Scarlet Margins, Deadly Footnotes: A Librarian and Bookshop Cozy Mystery
About Scarlet Margins, Deadly Footnotes: A Librarian and Bookshop Cozy Mystery
Scarlet Margins, Deadly Footnotes is Book 5 in The Remedy Shelf Society Mysteries, and it’s the point where the town’s secret economy finally shows its teeth. January settles over the mountains with gray skies and quiet streets. Inside The Remedy Shelf, Greta Lorne keeps the lights warm, the kettle busy, and the front table stacked with winter reads.
The shop is supposed to be a refuge. It’s harder to believe that lately, not after everything the Society has uncovered about the resort’s polished “wellness” machine and its habit of swallowing inconvenient truths. Then Deputy Leo Maren calls Greta to the trailhead.
A hiker has been found dead just outside town. The victim is Clyde Hensley, a familiar face at the library and a dependable volunteer at archive events. In his pack is not the kind of paperback you toss in for entertainment.
It’s a rare, carefully protected edition of The Scarlet Letter, sealed in a waterproof sleeve like it mattered more than the man carrying it. Greta doesn’t touch it. She doesn’t have to.
She can tell what it means. The same day, a different message arrives at the shop, sharper and more personal. Every copy of The Scarlet Letter in Greta’s store has been mutilated.
The slashes are not random damage. They’re deliberate, angry, and consistent, cutting into the pages wherever a specific name appears. Greta’s stomach drops because she knows the name that would matter to someone in town.
She also knows what people have whispered for years about Deputy Andrews’ fiancée, Hester Wynn, and the adoption secret she never fully escaped. The cuts aren’t just vandalism. They’re a signal.
Greta brings it to the only people she trusts to handle ugly truth without turning it into entertainment. Nia locks down the shop and starts tracking who has been coming in and out. Samira keeps Hester steady, watching for signs of panic disguised as politeness.
Joan’s eyes go cold in that familiar way, the reporter waking up again. And Maris Kade, the librarian in charge of special collections, storms into the story like a controlled fire. Brassy, competent, and fed up with everyone treating libraries like quiet little museums instead of contested ground.
She takes one look at the pattern of damage and says the thing Greta has been avoiding: this isn’t about books.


# [What is being asked]
Tally up the lines below that carry the word "ligament", answering with the figure alone.

Top of Input records

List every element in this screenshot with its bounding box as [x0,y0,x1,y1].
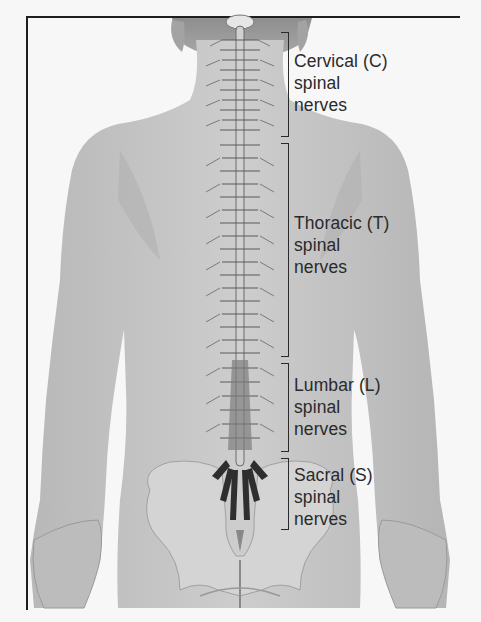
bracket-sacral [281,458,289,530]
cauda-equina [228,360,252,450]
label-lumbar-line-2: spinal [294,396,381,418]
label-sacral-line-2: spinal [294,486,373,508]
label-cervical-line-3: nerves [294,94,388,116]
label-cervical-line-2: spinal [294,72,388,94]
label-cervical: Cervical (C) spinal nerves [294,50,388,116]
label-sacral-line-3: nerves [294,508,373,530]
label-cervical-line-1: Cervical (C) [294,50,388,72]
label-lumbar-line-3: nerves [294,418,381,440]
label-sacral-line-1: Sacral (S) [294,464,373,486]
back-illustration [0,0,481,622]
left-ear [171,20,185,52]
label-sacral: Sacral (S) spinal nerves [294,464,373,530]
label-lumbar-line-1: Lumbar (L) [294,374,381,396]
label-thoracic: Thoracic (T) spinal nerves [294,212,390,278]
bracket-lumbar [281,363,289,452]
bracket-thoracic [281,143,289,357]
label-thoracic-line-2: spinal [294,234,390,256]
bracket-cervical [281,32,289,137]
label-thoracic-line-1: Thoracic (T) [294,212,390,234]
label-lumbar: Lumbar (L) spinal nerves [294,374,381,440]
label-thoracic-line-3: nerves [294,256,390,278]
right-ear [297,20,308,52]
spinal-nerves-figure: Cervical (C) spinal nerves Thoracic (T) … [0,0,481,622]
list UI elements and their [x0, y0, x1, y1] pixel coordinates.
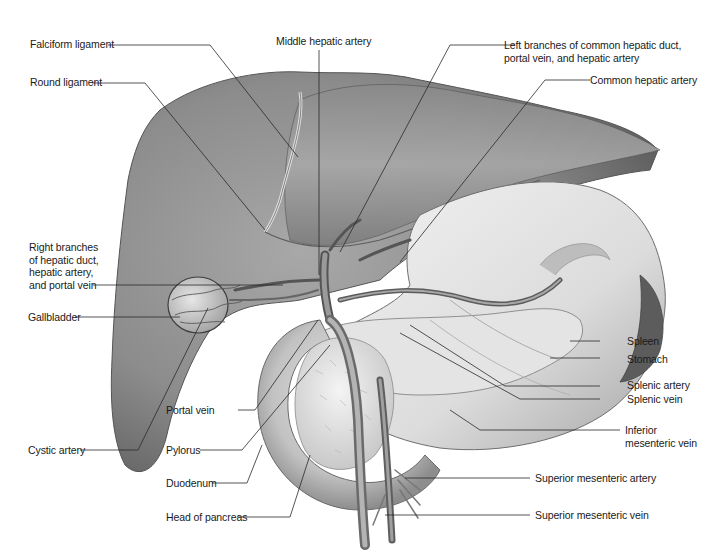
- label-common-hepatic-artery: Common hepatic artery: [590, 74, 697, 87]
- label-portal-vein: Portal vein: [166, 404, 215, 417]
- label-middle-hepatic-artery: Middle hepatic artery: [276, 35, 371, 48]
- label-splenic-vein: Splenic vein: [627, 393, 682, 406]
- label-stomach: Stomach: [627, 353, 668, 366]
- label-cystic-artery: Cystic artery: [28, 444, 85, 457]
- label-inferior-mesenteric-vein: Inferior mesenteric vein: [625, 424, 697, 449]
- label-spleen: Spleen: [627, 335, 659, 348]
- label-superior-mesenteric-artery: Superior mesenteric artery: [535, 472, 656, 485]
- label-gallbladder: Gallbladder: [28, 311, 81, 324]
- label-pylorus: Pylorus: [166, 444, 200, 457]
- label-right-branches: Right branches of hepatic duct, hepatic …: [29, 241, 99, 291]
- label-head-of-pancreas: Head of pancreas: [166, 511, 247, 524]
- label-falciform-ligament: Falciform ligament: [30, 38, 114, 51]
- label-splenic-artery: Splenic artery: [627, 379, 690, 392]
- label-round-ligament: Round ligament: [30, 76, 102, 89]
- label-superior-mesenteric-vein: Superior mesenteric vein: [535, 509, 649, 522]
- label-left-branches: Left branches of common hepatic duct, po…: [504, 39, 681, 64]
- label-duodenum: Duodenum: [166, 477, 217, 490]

Bottom of Input records

# [Exercise response]
2